This article has been imported from chorus.fm for discussion. All of the forum rules still apply. Sarah Manavis, writing at New Statesman: With the vast amount of books and user data that Goodreads holds, it has the potential to create an algorithm so exact that it would be unstoppable, and it is hard to imagine anyone objecting to their data being used for such a purpose. Instead, it has stagnated: Amazon holds on to an effective monopoly on the discussion of new books – Goodreads is almost 40 times the size of the next biggest community, LibraryThing, which is also 40 per cent owned by Amazon – and it appears to be doing very little with it. GoodReads is a really bad website and an even worse app. It could be awesome. It should be awesome. The difference between using it, and say Letterboxd for movies, is night and day. It just makes me sad. more Not all embedded content is displayed here. You can view the original to see embedded videos, tweets, etc.
My reading slowed right down to essentially nothing during the pandemic, but finally read a new book while on holiday this past week. Of course I went to log and review on Goodreads and in doing so referenced how long it had been since I read sci-fi. It occurred to me that if Goodreads was a halfway decent site I could have quickly looked up exactly what the last sci-fi book I read and when I read it. But the thought of navigating the site to get that info made it a total non-starter.
I'm not a GoodReads user and don't know much about its full feature-set, but I will recommend BookTrack for iOS/MacOS Catalina+ users. If you aren't looking for a social experience, but some tracking and stats (as well as personal library cataloging), this is a great little app.
The sad part is they've actually made the app UI slightly better this year, but it's been bad for years now.
The Overdrive Libby app is painfully terrible. So many UI blunders it makes me angry to use the app. I don't think the book space is all that competitive for good developers, unfortunately.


Retype the entries below exactly, and keep every picture out of your version.
*** Opening INFORMATION PROVIDED ***
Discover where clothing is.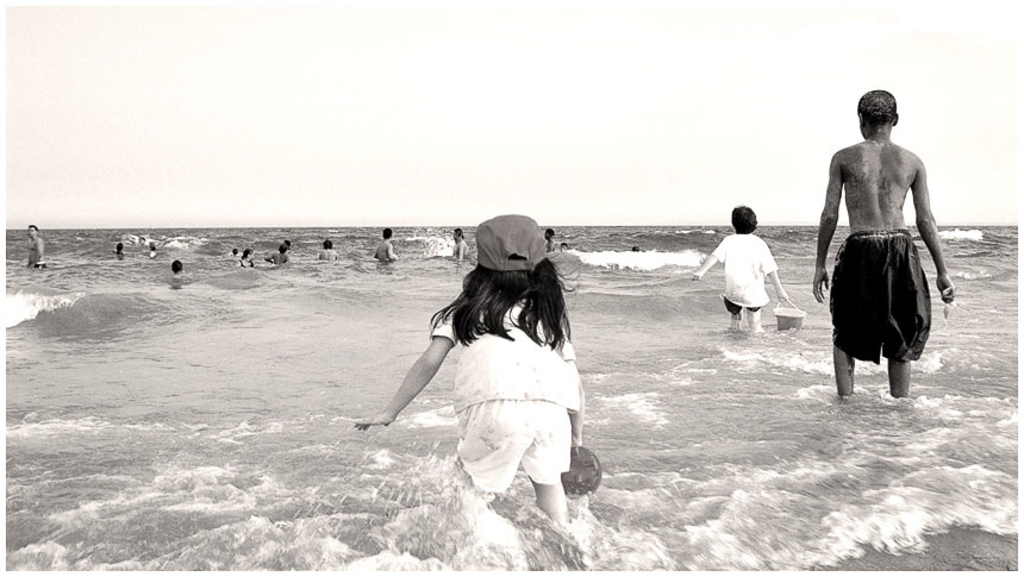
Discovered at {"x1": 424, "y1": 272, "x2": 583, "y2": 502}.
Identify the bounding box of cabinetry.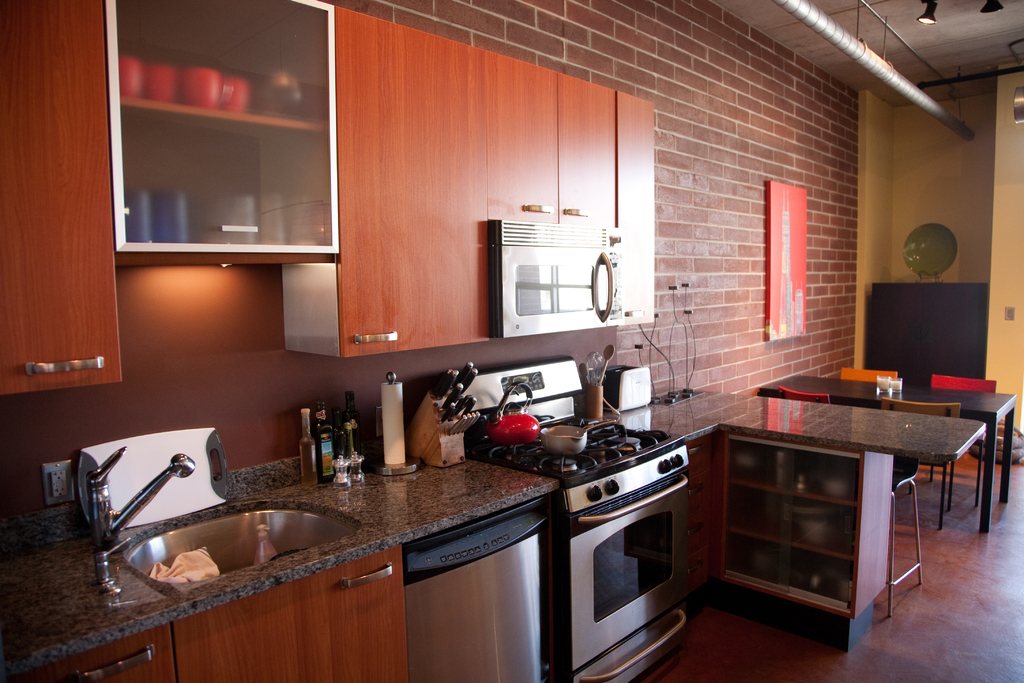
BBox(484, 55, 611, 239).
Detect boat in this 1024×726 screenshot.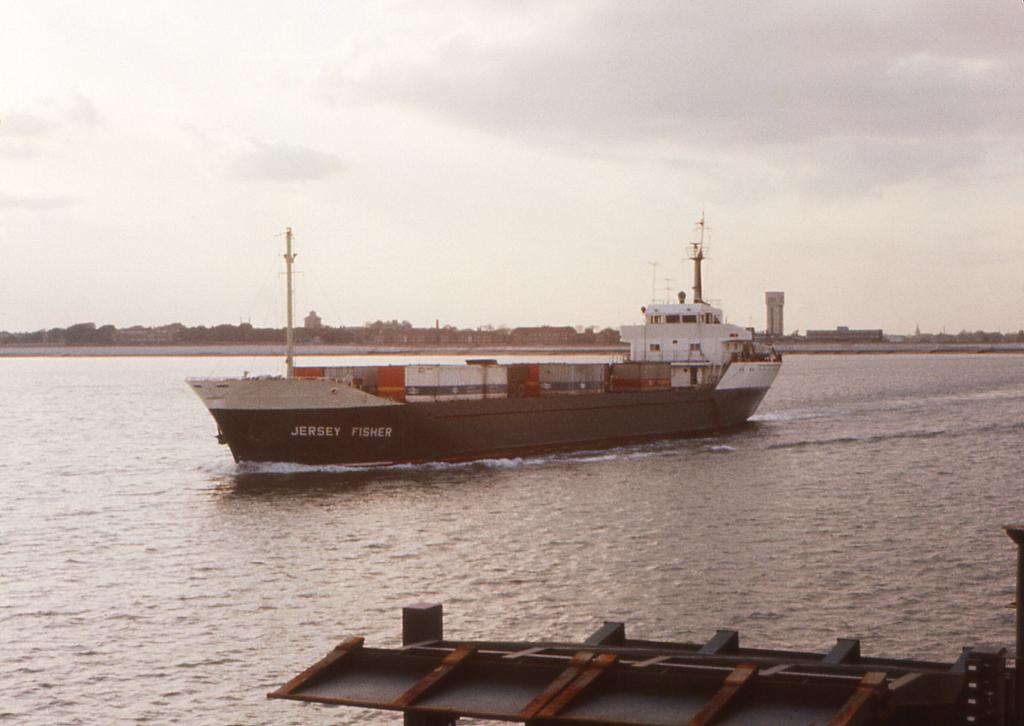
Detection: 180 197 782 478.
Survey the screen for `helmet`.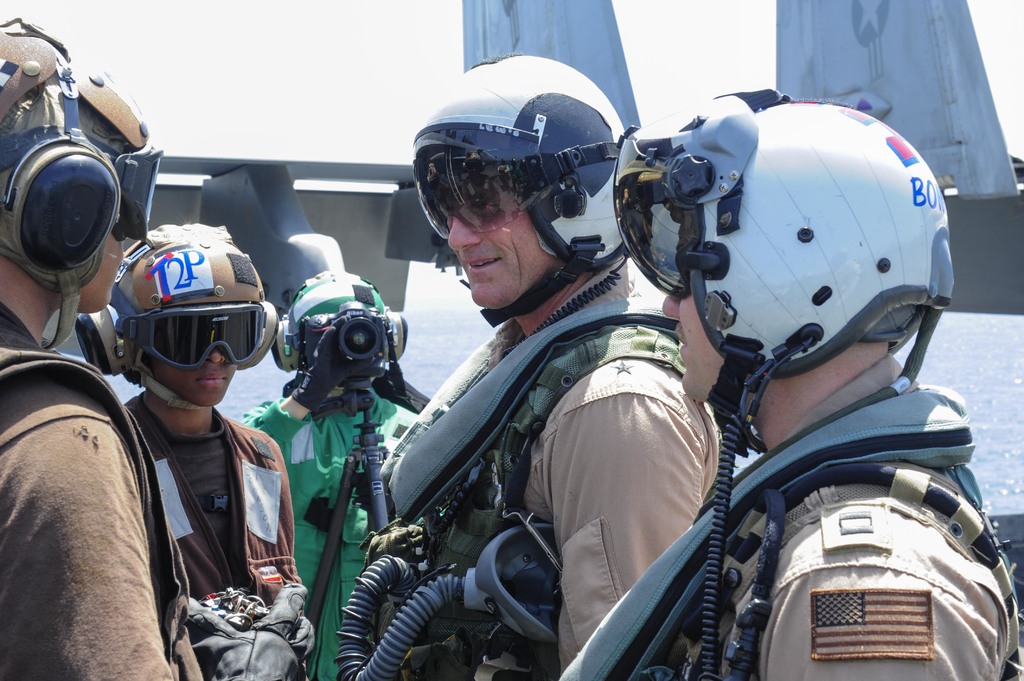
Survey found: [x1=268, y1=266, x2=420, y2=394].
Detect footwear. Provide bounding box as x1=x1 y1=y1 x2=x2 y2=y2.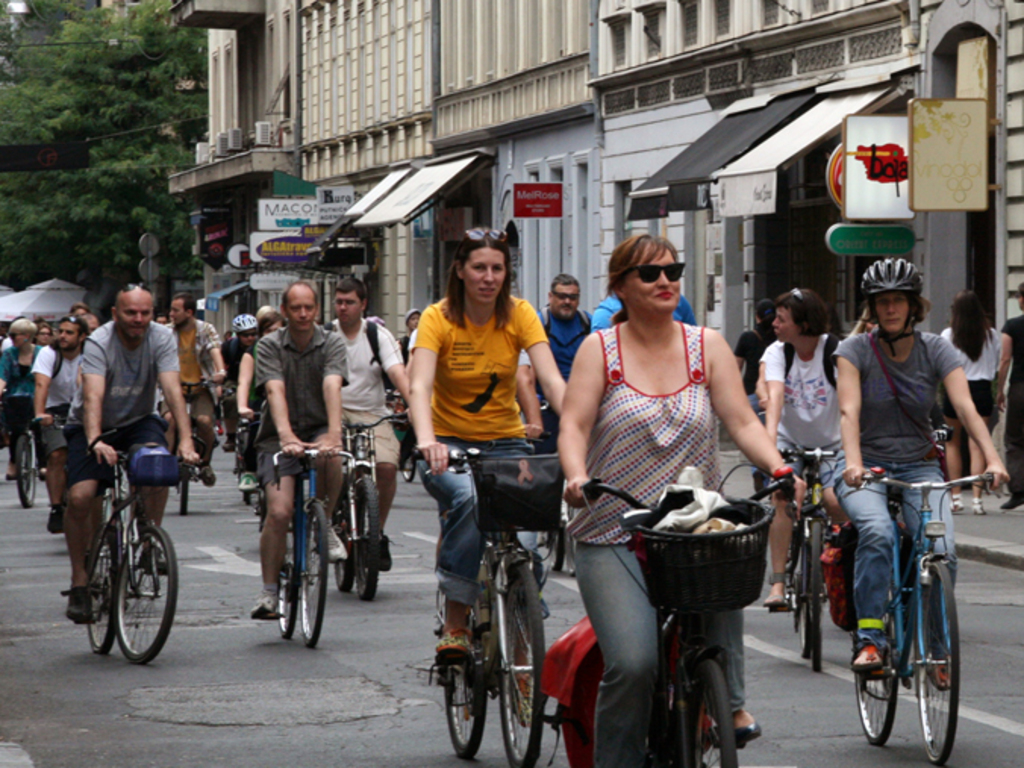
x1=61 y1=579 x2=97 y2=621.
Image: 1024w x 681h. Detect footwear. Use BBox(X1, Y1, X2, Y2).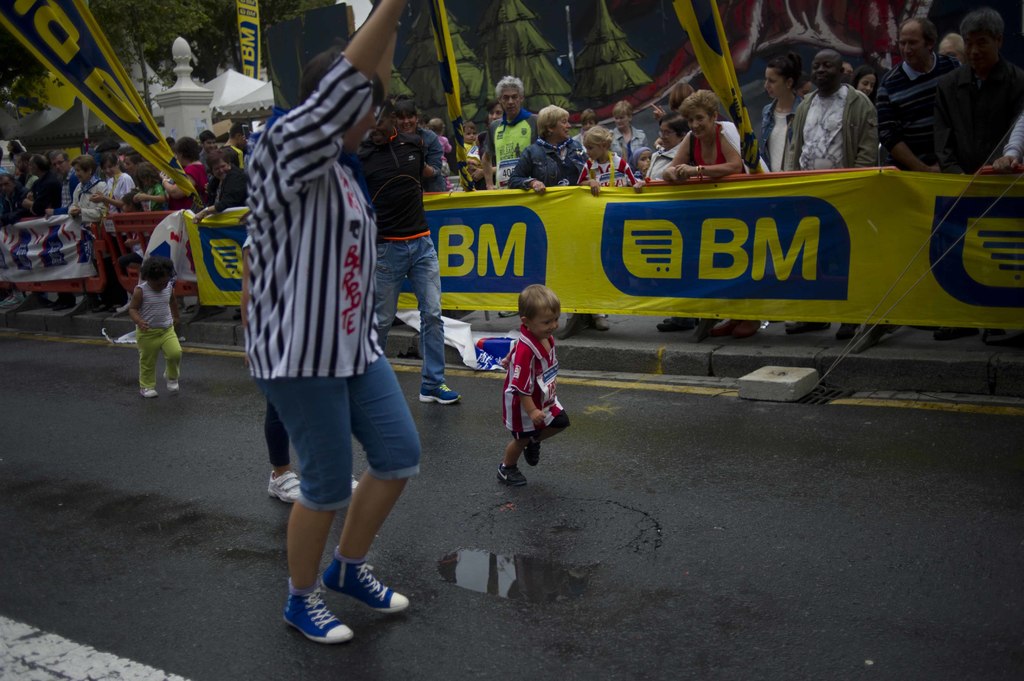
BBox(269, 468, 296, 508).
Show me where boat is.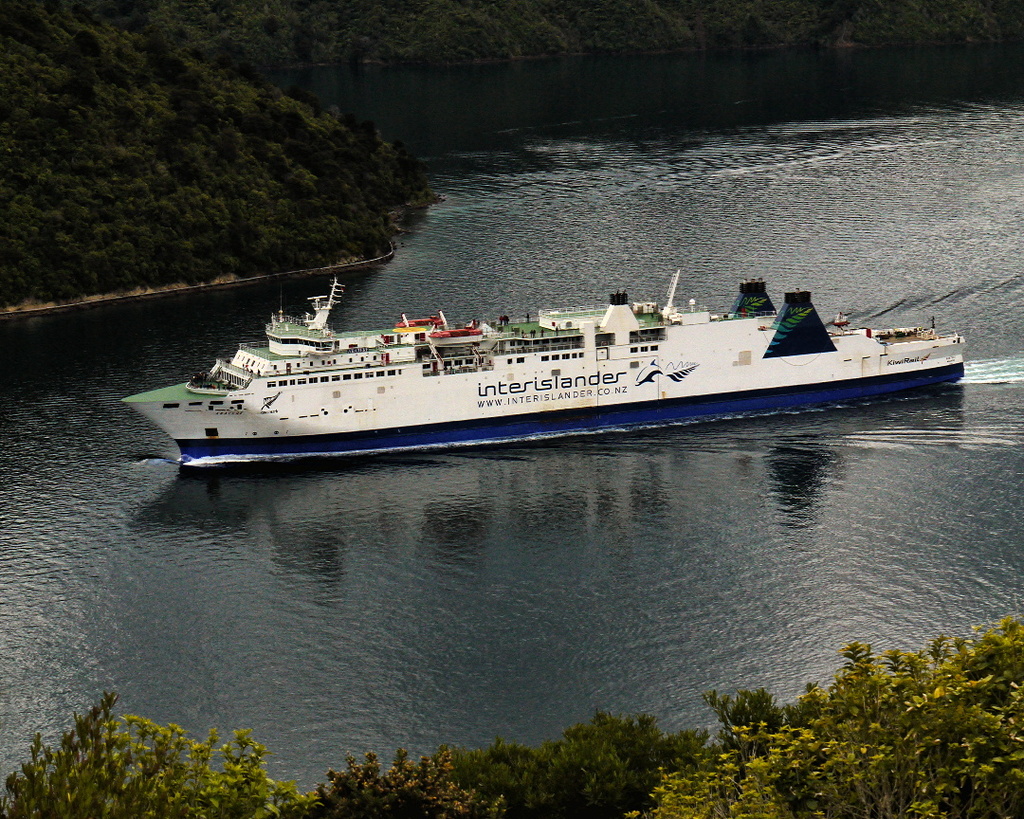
*** Closing INFORMATION PROVIDED ***
FINAL ANSWER:
Discover where clothing is.
Discovered at {"x1": 424, "y1": 272, "x2": 583, "y2": 502}.
Identify the bounding box of cabinetry.
BBox(484, 55, 611, 239).
Detect boat in this 1024×726 screenshot.
Detection: 180 197 782 478.
Survey the screen for `helmet`.
Survey found: [x1=268, y1=266, x2=420, y2=394].
Detect footwear. Provide bounding box as x1=x1 y1=y1 x2=x2 y2=y2.
x1=61 y1=579 x2=97 y2=621.
Image: 1024w x 681h. Detect footwear. Use BBox(X1, Y1, X2, Y2).
BBox(269, 468, 296, 508).
Show me where boat is.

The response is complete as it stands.